Stanford Professor Wins Nobel Prize for Chemistry

Two Americans and one German won the Nobel Prize for Chemistry on Wednesday, including a professor from Stanford University.

The Pleasanton-born William Moerner was in Brazil when his wife got the phone call, announcing that he'd won “for the development of super-resolved fluorescence microscopy.”

Reached at his Brazilian hotel by NBC Bay Area via Skype, he was all smiles.

Then he tried to break down in layman's terms his years of complicated research.

"What I did was detect individual molecules just one instead of the billions and billions that you'd have to average over," he said. "That turns out to be very critical because if you look inside a cell for example you want to see how the little machines are working and moving inside a cell. One of the challenges is that the machines are really tiny. However if you can look at an individual molecule, that is like a light source inside the cell, and so that light source is a way to measure the shapes and motions of how things move inside the cell."

According to the Nobel Prize organization, Eric Betzig and William Moerner, working separately, laid the foundation for a second method of study called single-molecule microscopy. The method relies upon the possibility to turn the fluorescence of individual molecules on and off. Scientists image the same area multiple times, letting just a few interspersed molecules glow each time. Superimposing these images yields a dense super-image resolved at the nanolevel.

While the award and the honor is great, Moerner's demeanor softened when he thought about what he wanted to pass on to the future generation of chemists.

"I really want to encourage young people to study math and science to learn how the world works and to think about how things actually behave," he said. "Ultimately, the only way we can push our world forward is by learning how things really work."

Then he stressed that he wanted students to "believe that anything is possible. At one point, what we were doing with microscopes was considered impossible."

Betzig works at the Janelia Farm Research Campus at the Howard Hughes Medical Institute in Virginia.

The German winner is Stefan Hell, who works at the Max Planck Institute for Biophysical Chemistry and the German Cancer Research Center.

Today, nanoscopy is used world-wide and new knowledge of greatest benefit to mankind is produced on a daily basis.

Moerner has been at Stanford since 1998.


Exercise: Restate all of the records below exactly. Do not carry over any image.

** Data records follows **

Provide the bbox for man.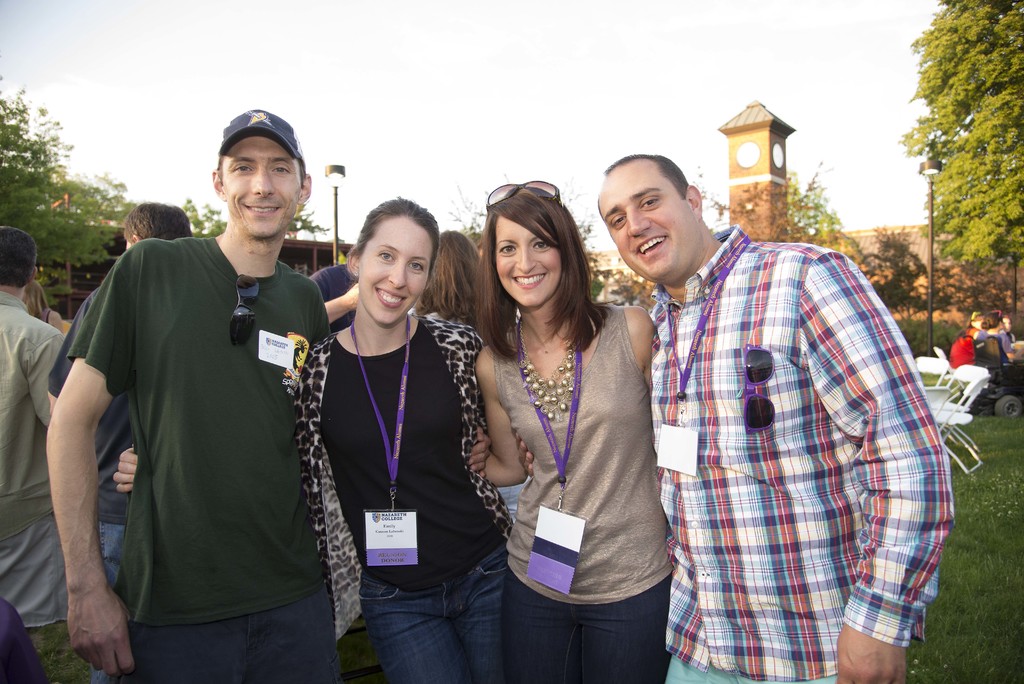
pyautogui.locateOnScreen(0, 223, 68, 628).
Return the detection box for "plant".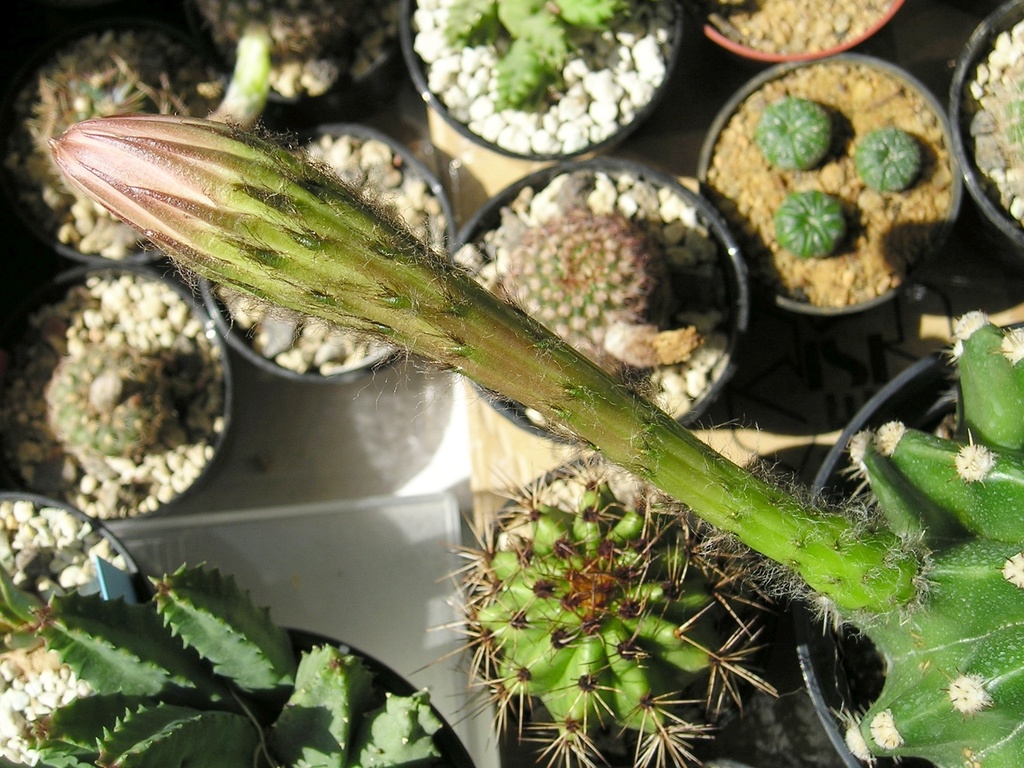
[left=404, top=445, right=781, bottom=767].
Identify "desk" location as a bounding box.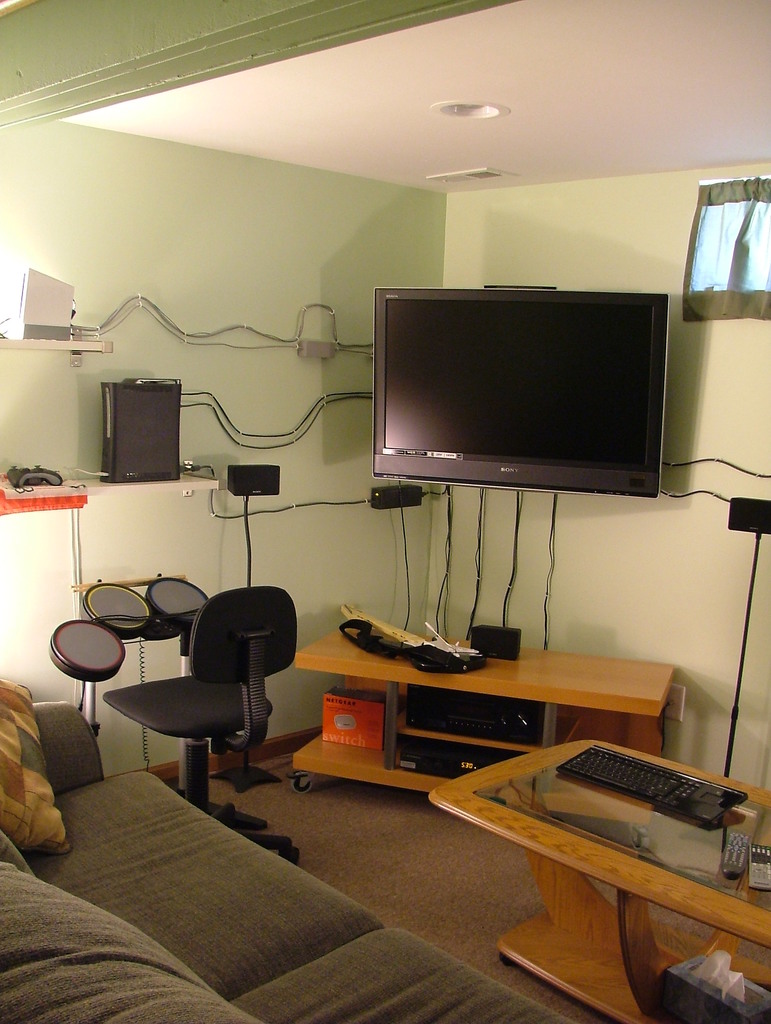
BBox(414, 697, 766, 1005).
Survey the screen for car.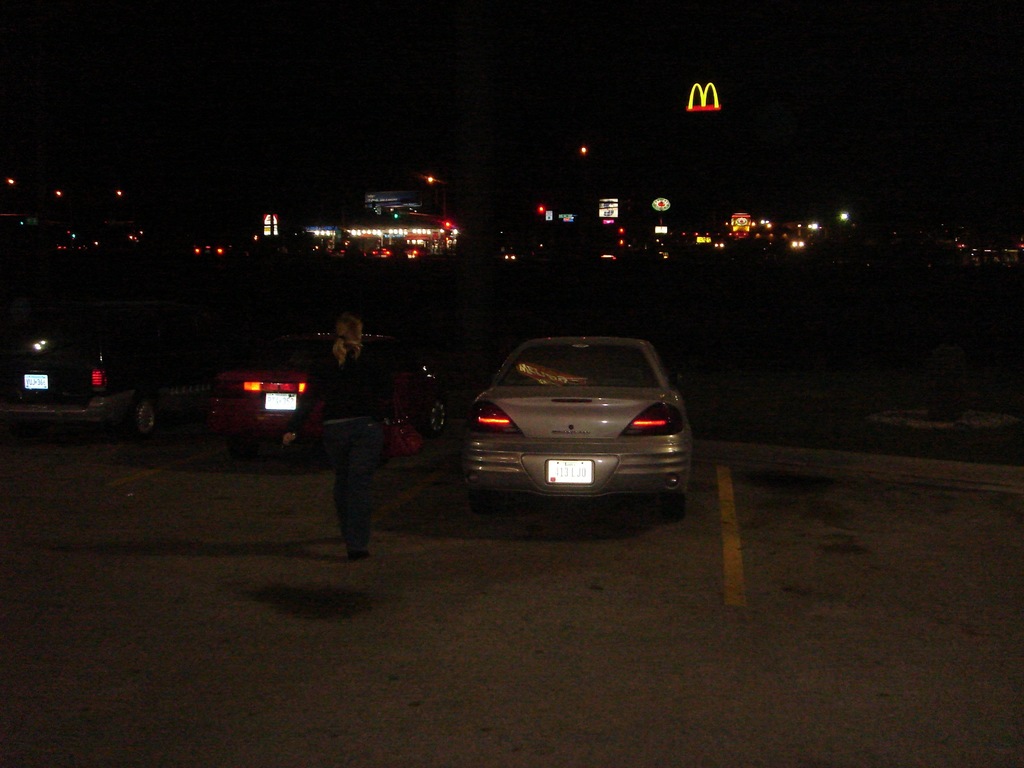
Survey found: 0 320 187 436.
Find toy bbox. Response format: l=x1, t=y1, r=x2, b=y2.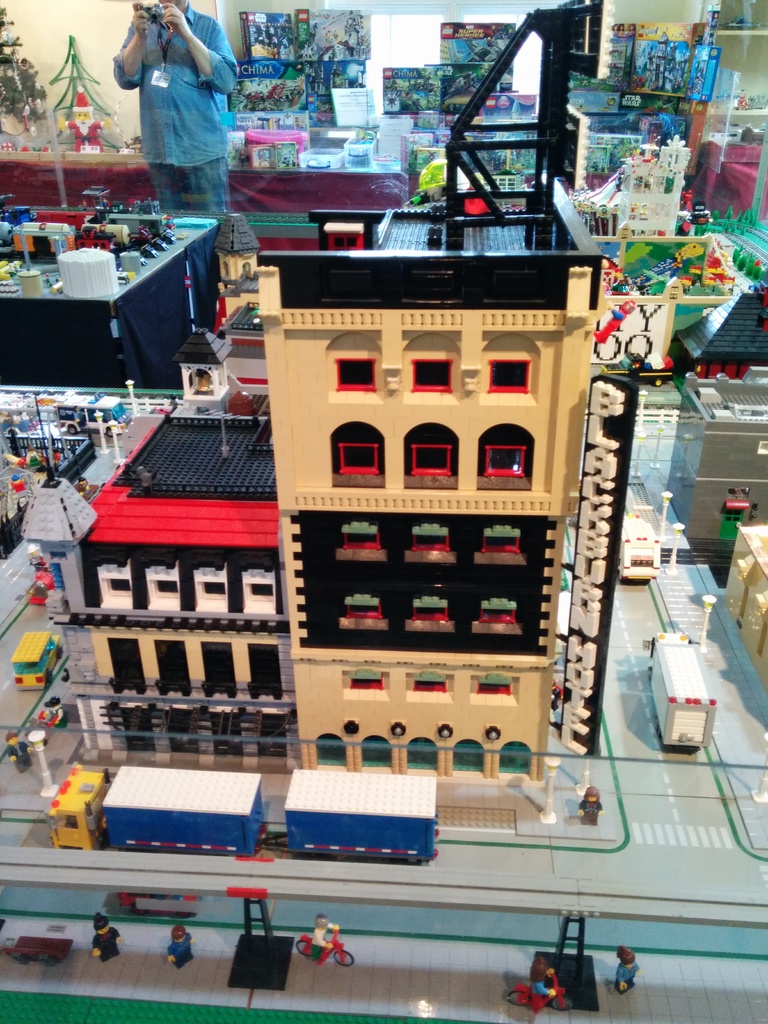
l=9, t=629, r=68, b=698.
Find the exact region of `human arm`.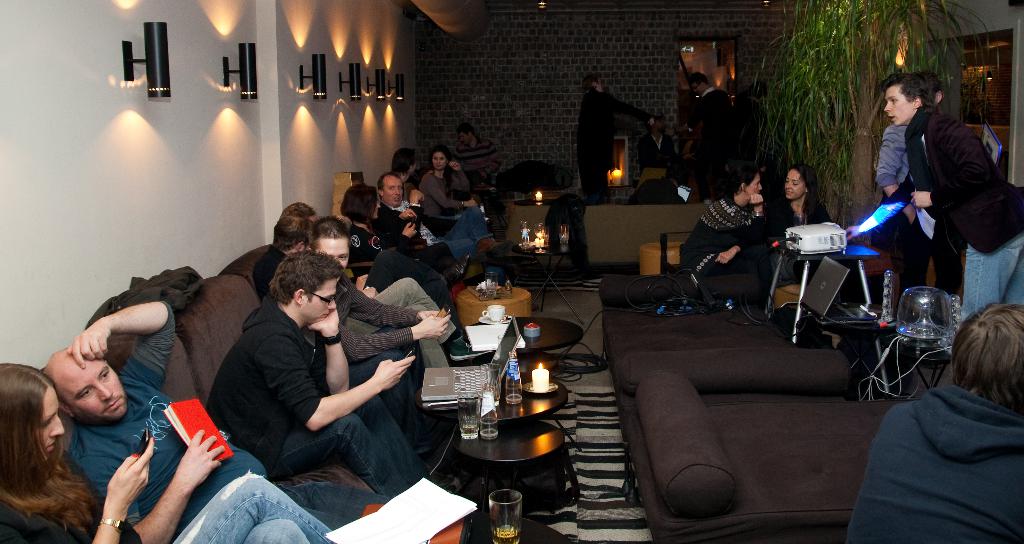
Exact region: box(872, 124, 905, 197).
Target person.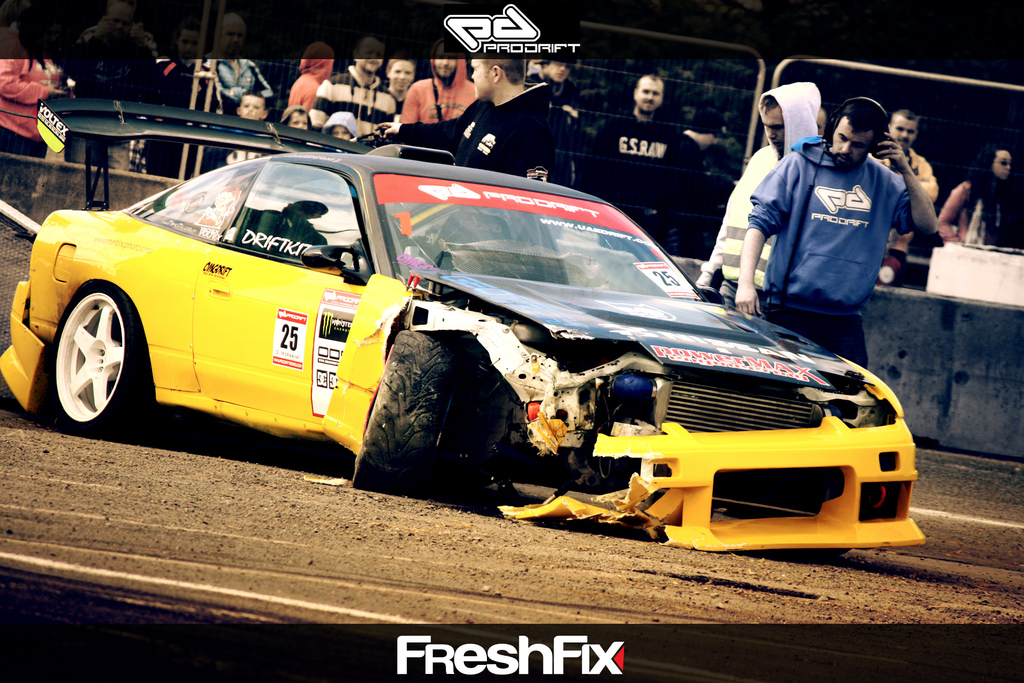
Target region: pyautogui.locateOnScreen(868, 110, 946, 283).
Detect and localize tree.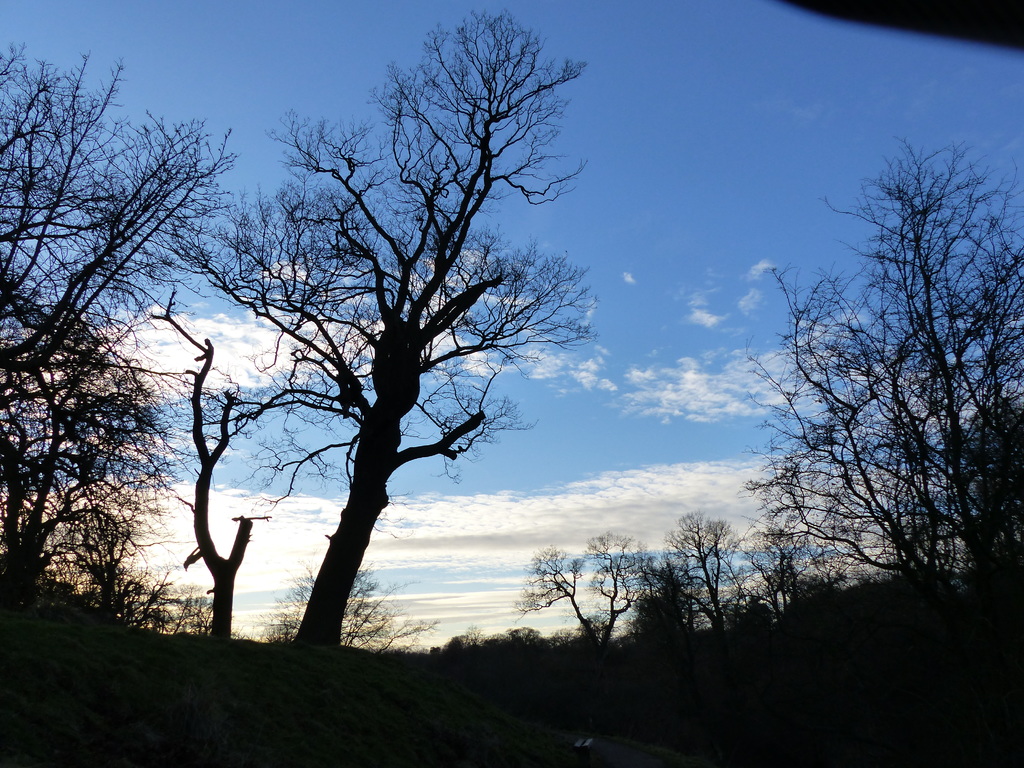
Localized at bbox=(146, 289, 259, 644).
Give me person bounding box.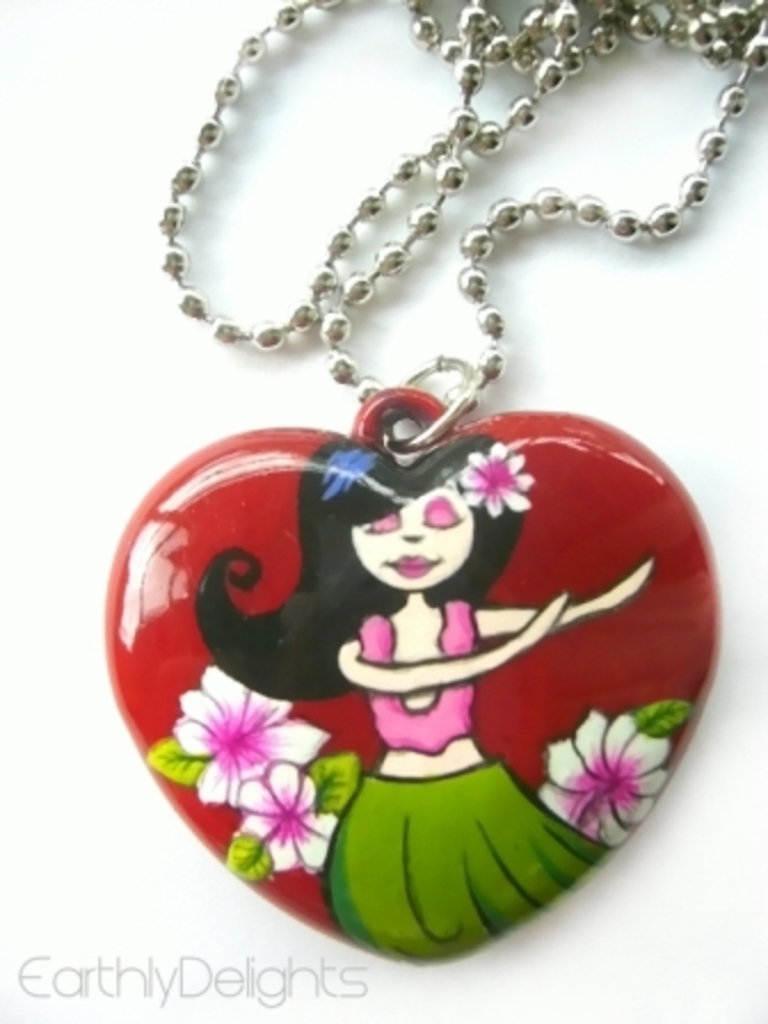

** End of Data records **

Response to this exercise:
Provide the bbox for man.
pyautogui.locateOnScreen(0, 223, 68, 628).
Return the detection box for "plant".
[left=404, top=445, right=781, bottom=767].
Identify "desk" location as a bounding box.
BBox(414, 697, 766, 1005).
Survey the screen for car.
Survey found: 0 320 187 436.
Find toy bbox. Response format: l=x1, t=y1, r=x2, b=y2.
l=9, t=629, r=68, b=698.
Find the exact region of `human arm`.
Exact region: box(872, 124, 905, 197).
Target person.
Target region: pyautogui.locateOnScreen(868, 110, 946, 283).
Detect and localize tree.
Localized at bbox=(146, 289, 259, 644).
Give me person bounding box.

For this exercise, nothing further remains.